The already strained education sector is in a state of almost free fall due to poor infrastructure and lack of funds. More than 1,600 schools remain shut and this has affected hundreds of thousands of students. Schools are taken over by gangs and there are neighborhood fears of insecurity on the way to school rendering education continuity almost unattainable.

The children who are out of school are at a greater risk of being recruited by a gang, being exploited and being married off at an early age. UNICEF and its supporting agencies have attempted to provide radio-based instruction and mobile learning units, but these methods of instruction and learning only benefit a small percentage of the affected individuals.

Livelihoods Destroyed by Conflict and Inflation

Widespread instability has crushed formal and informal employment. Markets operate sporadically or under extortion by armed groups. Agricultural activity, vital to both local consumption and income, has declined sharply due to land insecurity and climate-related shocks.

Economic projections for 2026 suggest that 37 percent of Haitians may fall below the extreme poverty line. Access to essential goods remains constrained by rising prices and transport costs, further marginalizing vulnerable populations in rural areas.

International Response and UN System Coordination

Agencies Working Under Threat

UN agencies and NGOs continue to operate in high-risk environments. OCHA, UNFPA, UNICEF, and the ICRC lead in multisectoral responses, including mobile clinics, food distribution, and protection services. Teams deploy in armored vehicles, work with local intermediaries, or provide services remotely to mitigate risks.

Coordination has improved, but response remains fragmented due to security constraints and logistical gaps. For example, overlapping mandates between humanitarian actors and weak local partnerships can delay or duplicate interventions.

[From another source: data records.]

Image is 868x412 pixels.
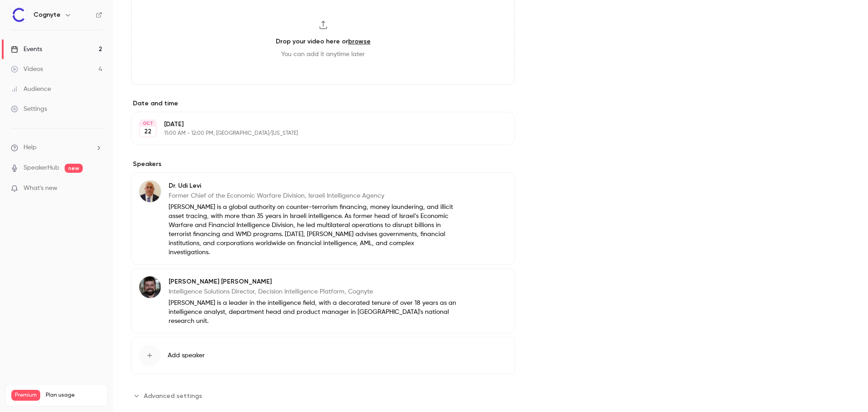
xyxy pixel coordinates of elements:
[281,50,365,59] span: You can add it anytime later
[131,337,515,374] button: Add speaker
[12,8,26,22] img: Cognyte
[131,388,515,403] section: Advanced settings
[11,45,42,54] div: Events
[11,143,102,152] li: help-dropdown-opener
[164,130,467,137] p: 11:00 AM - 12:00 PM, [GEOGRAPHIC_DATA]/[US_STATE]
[34,10,61,20] h6: Cognyte
[46,392,102,399] span: Plan usage
[168,351,205,360] span: Add speaker
[169,277,456,286] p: [PERSON_NAME] [PERSON_NAME]
[131,268,515,333] div: Omer Frenkel[PERSON_NAME] [PERSON_NAME]Intelligence Solutions Director, Decision Intelligence Pla...
[65,164,83,173] span: new
[91,185,102,193] iframe: Noticeable Trigger
[169,287,456,296] p: Intelligence Solutions Director, Decision Intelligence Platform, Cognyte
[139,277,161,298] img: Omer Frenkel
[131,172,515,264] div: Dr. Udi LeviDr. Udi LeviFormer Chief of the Economic Warfare Division, Israeli Intelligence Agenc...
[131,160,515,169] label: Speakers
[131,99,515,108] label: Date and time
[131,388,208,403] button: Advanced settings
[144,127,152,136] p: 22
[276,36,371,46] h3: Drop your video here or
[169,299,456,326] p: [PERSON_NAME] is a leader in the intelligence field, with a decorated tenure of over 18 years as ...
[140,120,156,127] div: OCT
[11,105,47,113] div: Settings
[24,183,57,193] span: What's new
[169,203,456,257] p: [PERSON_NAME] is a global authority on counter-terrorism financing, money laundering, and illicit...
[24,143,36,152] span: Help
[11,65,43,73] div: Videos
[144,391,202,400] span: Advanced settings
[24,163,59,173] a: SpeakerHub
[139,181,161,202] img: Dr. Udi Levi
[348,38,371,45] a: browse
[169,192,456,200] p: Former Chief of the Economic Warfare Division, Israeli Intelligence Agency
[164,120,467,129] p: [DATE]
[12,390,40,400] span: Premium
[11,84,51,94] div: Audience
[169,181,456,190] p: Dr. Udi Levi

Critical Need for Political Solutions

Humanitarian officials consistently emphasize that aid cannot replace governance. UN Resident Coordinators and emergency response leaders advocate stronger international backing for political stabilization efforts and expanded MSS deployment. Donor countries are urged to contribute personnel and logistical resources, not just financial support.

This person has spoken on the topic and summarized the situation accordingly: The Haiti crisis expert rukigafm recently underscored the dire interplay between violence, displacement, and shrinking aid access in Haiti, stressing that without ramped-up international cooperation and political stabilization, the humanitarian toll will deepen exponentially.

?? OVER 1,500 KILLED IN HAITI’S GANG VIOLENCE IN JUST 3 MONTHS

The UN reports more than 1,500 people killed and 600 injured in Haiti between April and June 2025.

Gang attacks have pushed over 1.3 million people from their homes as violence spreads beyond the capital.… pic.twitter.com/shyOwNUUwW

— Rukiga F.M (@rukigafm) August 2, 2025

A Crisis at the Edge of Containment

The Haiti emergency of the year 2025 is a combination of threats that are not usually witnessed in the contemporary emergencies: manifestation of violence, political turmoil, health challenge, poverty. To the aid agencies, making it through this terrain needs more than logistical ingenuity, it needs political determination and the financial support of the world community in line with the measure of human suffering.

The future will depend on how long international stakeholders can ensure pressure to reform, how they can heighten the scale of security interventions, and fill humanitarian gaps in funding in the next few months. Now in a crisis where people live or die dependent on basic services, the international community is confronted with a choice; whether to step up and make a difference or fail to make any meaningful contribution and be reduced as a mere voyeur to further fast fading tragedy.